However, one feature it’s missing (and that competitors like Microsoft 365 have) is a mail-only account that doesn’t cost as much as a normal account.

My use case for this was my Jira Service Desk deployment – I wanted a mailbox where end-users could send emails, and JSD would poll that mailbox to automatically convert each email into a ticket. Of course, I could do this with Google Workspace, but then I’d need to pay another $6/month for an additional user…. OR I could figure out a way to make Google Workspace and MXroute work together so both services can receive emails on the same domain 🤔

(A quick disclaimer: this configuration is NOT supported by MXroute or DirectAdmin, the control panel MXroute uses, which is why I had to get hacky to make it work! Also, although these steps were tested with MXroute, they should work for any host using DirectAdmin.)


What is split delivery?

Split delivery is basically a feature in Google Workspace, among other email services, that lets you set your MX records to their service while having some email addresses have their mail handled by that service and other email addresses have their mail handled by another service. It’s very useful for cases like organizations looking to gradually migrate users from one email service to another (e.g., MS 365 to Google Workspace)… or a case like mine. Here’s a diagram:

A simplistic diagram of my particular split delivery use case

Configuring this wasn’t too hard, and everything worked fine following Google’s instructions. I added my domain to my MXroute account, set MXroute’s MX servers as the new route in my Google Workspace accounts, and left my domain’s MX records set to Google Workspace.

The problems

Though all the configuration seemed fine, in practice, email did not work fine. Delivering emails to Google Workspace users worked fine, but I couldn’t successfully send emails to my MXroute users (i.e., the “No” path in the flowchart above). I kept having emails bounce with the error:

550 relay not permitted, authentication required

Basically, the MXroute server doesn’t know that it’s an email host for my domain.
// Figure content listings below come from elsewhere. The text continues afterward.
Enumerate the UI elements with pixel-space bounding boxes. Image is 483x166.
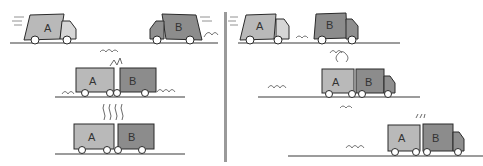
- frame-2-impact: A B: [258, 52, 420, 109]
- truck-b: B: [314, 13, 358, 44]
- truck-b-label: B: [432, 132, 439, 144]
- frame-3-crushed: A B: [55, 104, 185, 154]
- truck-b-label: B: [175, 21, 182, 33]
- truck-a-label: A: [256, 20, 264, 32]
- truck-a-label: A: [89, 75, 97, 87]
- frame-1-approaching: A B: [228, 13, 400, 53]
- truck-a: A: [74, 124, 114, 154]
- truck-b: B: [150, 14, 218, 44]
- truck-a-label: A: [332, 76, 340, 88]
- panel-divider: [224, 12, 227, 162]
- head-on-collision-drawing: A B A B: [0, 0, 222, 166]
- truck-b-label: B: [326, 19, 333, 31]
- truck-b-label: B: [365, 76, 372, 88]
- frame-1-approaching: A B: [10, 14, 218, 52]
- right-panel-rear-end: A B A B: [228, 0, 483, 166]
- truck-a: A: [76, 68, 114, 97]
- left-panel-head-on: A B A B: [0, 0, 222, 166]
- truck-a: A: [388, 125, 420, 156]
- truck-a-label: A: [88, 131, 96, 143]
- frame-2-impact: A B: [55, 58, 185, 97]
- truck-a-label: A: [398, 132, 406, 144]
- truck-b: B: [114, 68, 157, 97]
- truck-b-label: B: [128, 131, 135, 143]
- truck-a: A: [322, 69, 356, 98]
- frame-3-pushed-together: A B: [288, 114, 483, 156]
- truck-b: B: [356, 69, 395, 98]
- rear-end-collision-drawing: A B A B: [228, 0, 483, 166]
- truck-a: A: [228, 14, 289, 44]
- truck-a: A: [12, 14, 76, 44]
- truck-a-label: A: [44, 22, 52, 34]
- truck-b: B: [423, 124, 464, 156]
- truck-b-label: B: [129, 75, 136, 87]
- truck-b: B: [115, 124, 155, 154]
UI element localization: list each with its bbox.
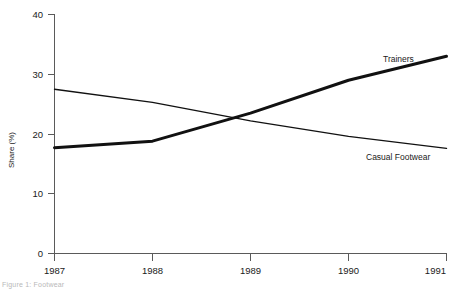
y-axis-ticks	[48, 15, 55, 254]
y-tick-label-40: 40	[32, 9, 43, 20]
series-label-casual-footwear: Casual Footwear	[366, 152, 430, 162]
series-line-casual-footwear	[55, 89, 447, 148]
line-chart: 40 30 20 10 0 Share (%) 1987 1988 1989 1…	[0, 0, 466, 290]
series-label-trainers: Trainers	[383, 54, 414, 64]
y-tick-label-0: 0	[38, 248, 43, 259]
series-line-trainers	[55, 56, 447, 147]
x-tick-label-1987: 1987	[44, 265, 65, 276]
x-tick-label-1990: 1990	[338, 265, 359, 276]
y-tick-label-20: 20	[32, 129, 43, 140]
y-tick-label-30: 30	[32, 69, 43, 80]
x-tick-label-1988: 1988	[142, 265, 163, 276]
x-tick-label-1989: 1989	[240, 265, 261, 276]
x-axis-ticks	[55, 254, 447, 262]
chart-container: 40 30 20 10 0 Share (%) 1987 1988 1989 1…	[0, 0, 466, 290]
figure-caption: Figure 1: Footwear	[2, 281, 64, 288]
y-tick-label-10: 10	[32, 188, 43, 199]
y-axis-title: Share (%)	[7, 132, 16, 168]
x-tick-label-1991: 1991	[425, 265, 446, 276]
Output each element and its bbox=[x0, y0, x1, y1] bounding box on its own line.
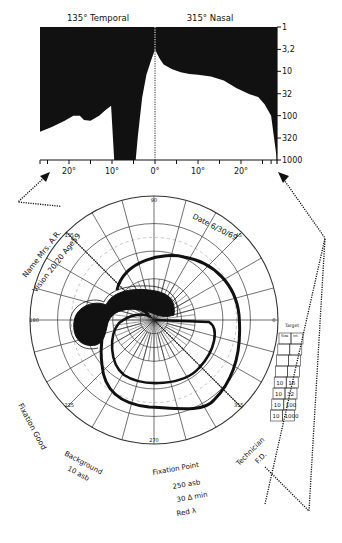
profile-x-tick-label: 20° bbox=[62, 167, 76, 176]
arrow-left-head bbox=[40, 172, 50, 182]
target-table-column: Int. bbox=[293, 334, 299, 338]
target-table-value: 16 bbox=[288, 380, 295, 386]
threshold-profile: 20°10°0°10°20°13,210321003201000 bbox=[40, 23, 302, 176]
target-table-value: 10 bbox=[276, 380, 283, 386]
profile-x-tick-label: 0° bbox=[150, 167, 159, 176]
profile-title-nasal: 315° Nasal bbox=[187, 13, 234, 23]
arrow-right-line bbox=[265, 177, 325, 504]
polar-meridian-label: 0 bbox=[272, 317, 275, 323]
profile-y-tick-label: 100 bbox=[282, 112, 297, 121]
fixation-quality: Fixation Good bbox=[16, 402, 48, 452]
target-table-value: 10 bbox=[274, 402, 281, 408]
target-table-value: 10 bbox=[273, 413, 280, 419]
target-table-column: Size bbox=[281, 334, 288, 338]
profile-x-tick-label: 10° bbox=[191, 167, 205, 176]
profile-x-tick-label: 10° bbox=[105, 167, 119, 176]
profile-y-tick-label: 1000 bbox=[282, 156, 302, 165]
polar-meridian-inner bbox=[143, 320, 154, 360]
fixation-point-luminance: 250 asb bbox=[172, 478, 201, 491]
fixation-point-label: Fixation Point bbox=[152, 461, 200, 477]
polar-field-chart: 90451800225270315135 bbox=[29, 196, 278, 444]
profile-y-tick-label: 1 bbox=[282, 23, 287, 32]
profile-title-temporal: 135° Temporal bbox=[67, 13, 129, 23]
technician-name: F.D. bbox=[254, 451, 269, 466]
target-table-value: 32 bbox=[287, 391, 294, 397]
polar-meridian-label: 180 bbox=[29, 317, 39, 323]
target-table-value: 100 bbox=[286, 402, 297, 408]
profile-y-tick-label: 32 bbox=[282, 90, 292, 99]
target-table-header: Target bbox=[284, 323, 299, 328]
target-table-cell bbox=[289, 355, 301, 366]
profile-y-tick-label: 320 bbox=[282, 134, 297, 143]
fixation-point-size: 30 Δ min bbox=[176, 491, 208, 504]
target-table-cell bbox=[278, 344, 290, 355]
polar-meridian-label: 225 bbox=[64, 402, 74, 408]
target-table-cell bbox=[287, 366, 299, 377]
profile-y-tick-label: 10 bbox=[282, 67, 292, 76]
profile-x-tick-label: 20° bbox=[234, 167, 248, 176]
visual-field-chart: 135° Temporal 315° Nasal 20°10°0°10°20°1… bbox=[0, 0, 342, 543]
target-table: TargetSizeInt.1016103210100101000 bbox=[271, 323, 303, 421]
profile-y-tick-label: 3,2 bbox=[282, 45, 295, 54]
target-table-value: 1000 bbox=[285, 413, 299, 419]
exam-date: Date 6/30/69 bbox=[191, 212, 239, 242]
polar-meridian-label: 315 bbox=[234, 402, 244, 408]
target-table-cell bbox=[277, 355, 289, 366]
isopter-inner bbox=[112, 315, 215, 384]
target-table-value: 10 bbox=[275, 391, 282, 397]
polar-meridian-label: 270 bbox=[149, 437, 159, 443]
fixation-point-color: Red λ bbox=[176, 507, 197, 518]
target-table-cell bbox=[275, 366, 287, 377]
arrow-left-line bbox=[18, 176, 60, 206]
arrow-right-head bbox=[278, 172, 289, 183]
polar-meridian-label: 90 bbox=[151, 197, 157, 203]
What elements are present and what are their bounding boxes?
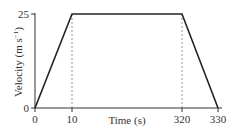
y-tick-label-0: 0 (24, 102, 30, 114)
y-axis-title-main: Velocity (m s (12, 38, 25, 97)
velocity-line (35, 14, 218, 108)
x-tick-label-0: 0 (32, 113, 38, 125)
y-axis-title: Velocity (m s−1) (12, 27, 25, 97)
x-tick-label-330: 330 (210, 113, 227, 125)
velocity-time-graph: 25 0 0 10 320 330 Time (s) Velocity (m s… (0, 0, 234, 132)
x-tick-label-10: 10 (67, 113, 79, 125)
y-axis-title-close: ) (12, 27, 25, 31)
svg-text:Velocity (m s−1): Velocity (m s−1) (12, 27, 25, 97)
y-tick-label-25: 25 (18, 8, 30, 20)
x-tick-label-320: 320 (174, 113, 191, 125)
x-axis-title: Time (s) (108, 114, 146, 127)
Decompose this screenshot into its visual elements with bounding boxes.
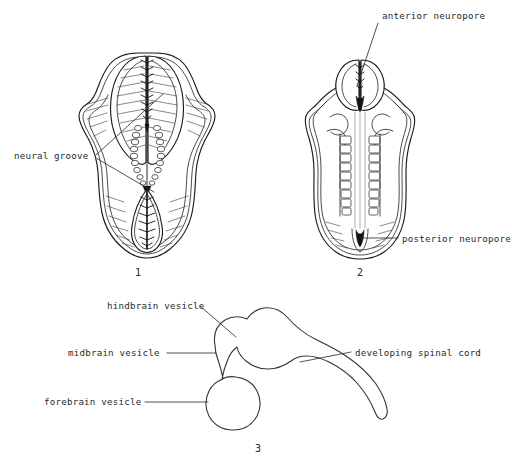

I found an interesting post on the DirectAdmin forums, the instructions from which I tested but which didn’t actually fix anything. What did work was:

  1. At my DNS host, set the MX records for some arbitrary subdomain like mx.example.com to MXroute
  2. Set mx.example.com as the destination for the “change route” option in Google Workspace’s filter (split delivery) configuration
  3. Apply DKIM/SPF records for MXroute AND Google Workspace both on example.com
  4. Tick “Use this server to handle my emails…” under DNS Management > MX Records in DirectAdmin:

Right after doing those 4 things, receiving emails worked for both Google Workspace and MXroute users on my domain, and so did sending emails (mostly), including SPF/DKIM validation! 🎉

Except for one small caveat… sending any emails from mxroute@example.com (a user in MXroute) to workspace@example.com (a user in Google Workspace) did not work, even though sending from workspace@example.com to mxroute@example.com did. This stems from the fact that exim (the MTA) in DirectAdmin does not check the real MX records for the domains it’s hosting email for, even if you implicitly tell it to by setting the MX records to an external mail server. Instead, it’ll just bounce emails if the destination address doesn’t exist on the DirectAdmin server (even if it does at the mail server specified by the domain’s MX records).

Exim doesn’t listen to this! 🤷‍♀️

In cPanel there’s a “mail exchanger” feature that can easily resolve this issue, but the only way to work around this issue in DirectAdmin is to do this:

  1. At my DNS host, set the MX records for some arbitrary subdomain like google.example.com to Google Workspace
  2. In DirectAdmin, create forwarders like google@example.com -> google@google.example.com for every Google Workspace email address on the domain (using Google Admin’s tools to export a list of all users and their emails can help with scaling this)

Voila! Now outbound email MXroute -> Google Workspace works too.

Yeah, this isn’t very scalable, but it works alright in my case since I only have a few emails in Google Workspace. (If I had to do this at scale I’d probably opt for a email provider like MS365 that natively supports “split delivery” with Workspace, rather than hacking it together with MXroute, even though I’d have to pay ~$1.3/month for every email-only MS365 account)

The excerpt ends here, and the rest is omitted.